Great source of information is anisim Open Source Engineering Software

When you say not practical, is is computing time, or some other limitation that prevents its use, as this is something I am currently trying to get a solid grasp on, and have already spent the better part of a week remaking models with multiple materials to as accurately as I can represent the problem space… as my designs would be a in sealed plastic box, that should atleast fix the ambient and airflow issues.

Also chasing up any kind of guide to even get a valid mesh from a kicad PCB, been struggling with this for a while.

First of all, you have to take into account that I am more or less self thought in this field so you are getting advice from somebody who:

  • does not have much experience in the first place
  • might have wend astray somewhere

With all this said, I found that the meshing is the weakest part. By default, with copper modeled on PCB (with fcad_pcb FreeCad macro), you’ll get a lot of nodes. This will in turn cause a lot of calculation time. And sometimes you can’t really get conformal meshes.

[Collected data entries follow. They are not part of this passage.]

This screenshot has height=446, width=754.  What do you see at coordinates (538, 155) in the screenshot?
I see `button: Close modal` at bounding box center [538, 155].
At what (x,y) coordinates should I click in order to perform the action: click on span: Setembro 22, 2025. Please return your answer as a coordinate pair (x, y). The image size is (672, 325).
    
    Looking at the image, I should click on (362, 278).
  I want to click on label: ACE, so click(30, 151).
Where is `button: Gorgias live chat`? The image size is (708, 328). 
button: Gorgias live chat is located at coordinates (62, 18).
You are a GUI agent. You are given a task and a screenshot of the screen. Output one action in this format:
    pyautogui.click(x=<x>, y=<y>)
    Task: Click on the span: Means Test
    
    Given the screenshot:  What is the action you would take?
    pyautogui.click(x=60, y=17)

Calculation times in what ballpark, hours? days? weeks? Also I hold no issue with learning from self-taught, so honestly if you could even write up your current method to get a result, I would be ecstatic, from there I can go dig into the fine details if something is amiss,

Sorry for threadjacking

Seeing as I’m starting to threadjack, I may as well help out the OP, rule of thumb a worst case and work from there, so lets ignore conductive heat loss, as a hot spot would be somewhere near the middle of a uniform trace, so that mostly leaves heat loss via convection,

Take your heat per unit, and use the normal DC trace calculator to match up an equivalent DC current and temp rise to work out the ballpark your after.

Once you go beyond 150K nodes FreeCad has a tendency to crash. On my machine just writing the input file take about half an hour and then half an hour to calculate the results.

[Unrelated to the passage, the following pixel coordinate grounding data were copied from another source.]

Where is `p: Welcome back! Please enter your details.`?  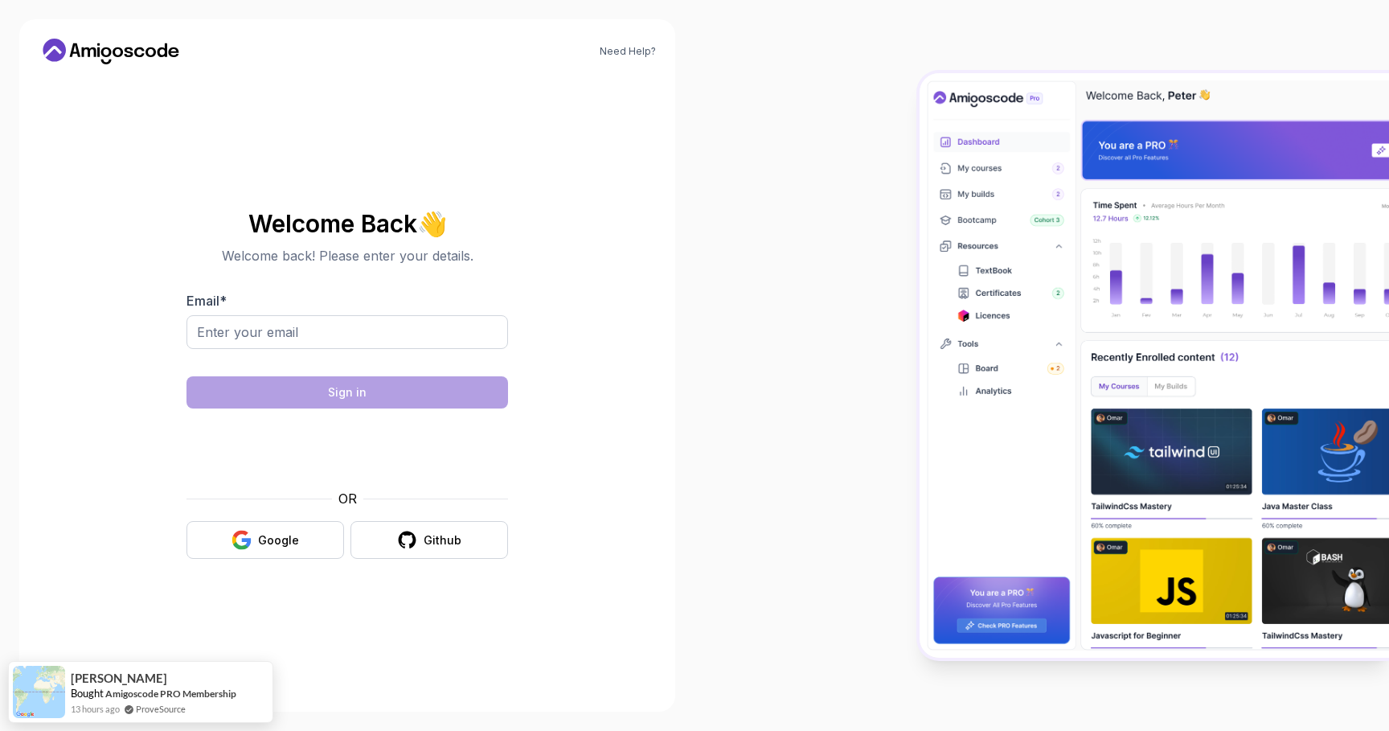
p: Welcome back! Please enter your details. is located at coordinates (347, 256).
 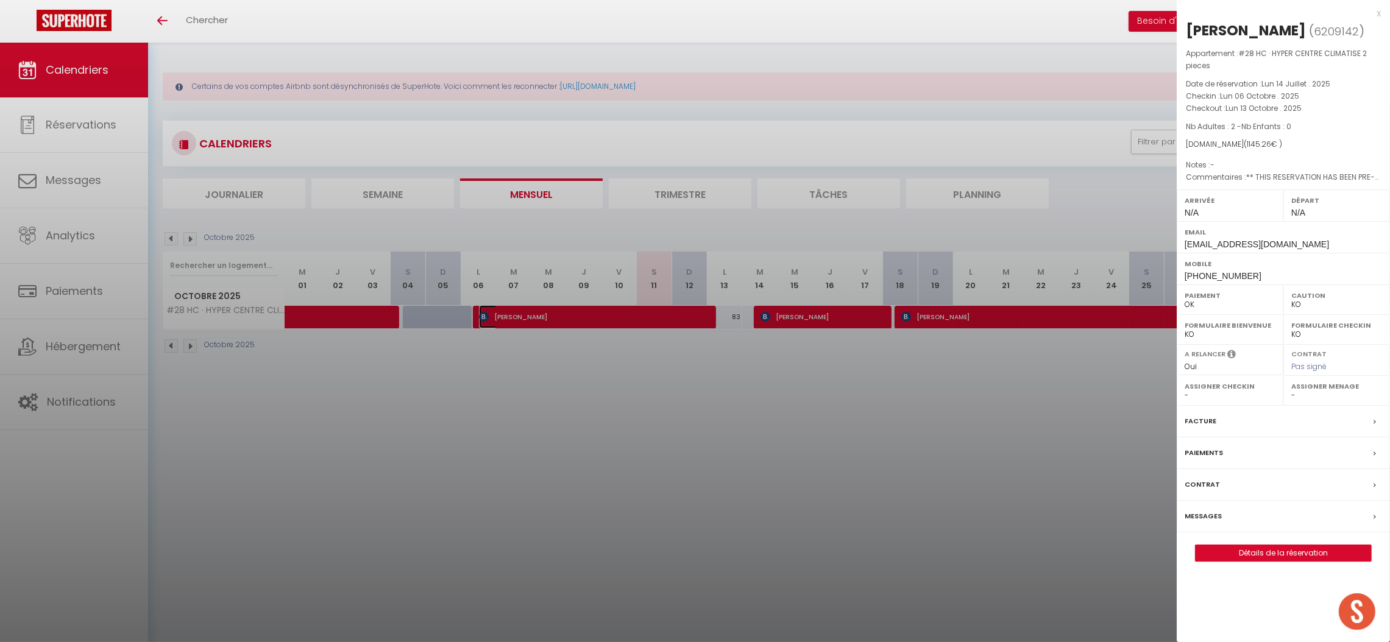 What do you see at coordinates (1284, 84) in the screenshot?
I see `p: Date de réservation :` at bounding box center [1284, 84].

Thank you @MitjaN. I think I’m going to stay away from that topic for now. Thank you for posting your take on it and I hope you have success in your project. It will be interesting to see what you come up with.

I like the suggestion that @davidsrsb had with the 3 times idea. I think I’m going to use that as my fudge factor when doing the DC analysis.

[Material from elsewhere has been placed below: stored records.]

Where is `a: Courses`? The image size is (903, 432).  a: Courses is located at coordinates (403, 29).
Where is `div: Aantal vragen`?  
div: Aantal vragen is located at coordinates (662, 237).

Practical microstrip lines tend to be wide, 3mm for 50 Ohms on a 1.6mm FR4 dielectric
This works out as around 2A rms at 29 MHz for a 10C rise. This is 200W, a fairly high power HF radio.

There are many meshing sw available in FreeCAD …
You may ask for some suggestion @ FreeCAD FEM forum.

@bernd (the FC FEM developer) is a very responsive FC developer and could peek in to the thread to help in solving your issues with the meshing.
Note: the link to @bernd profile is available for FC registered users.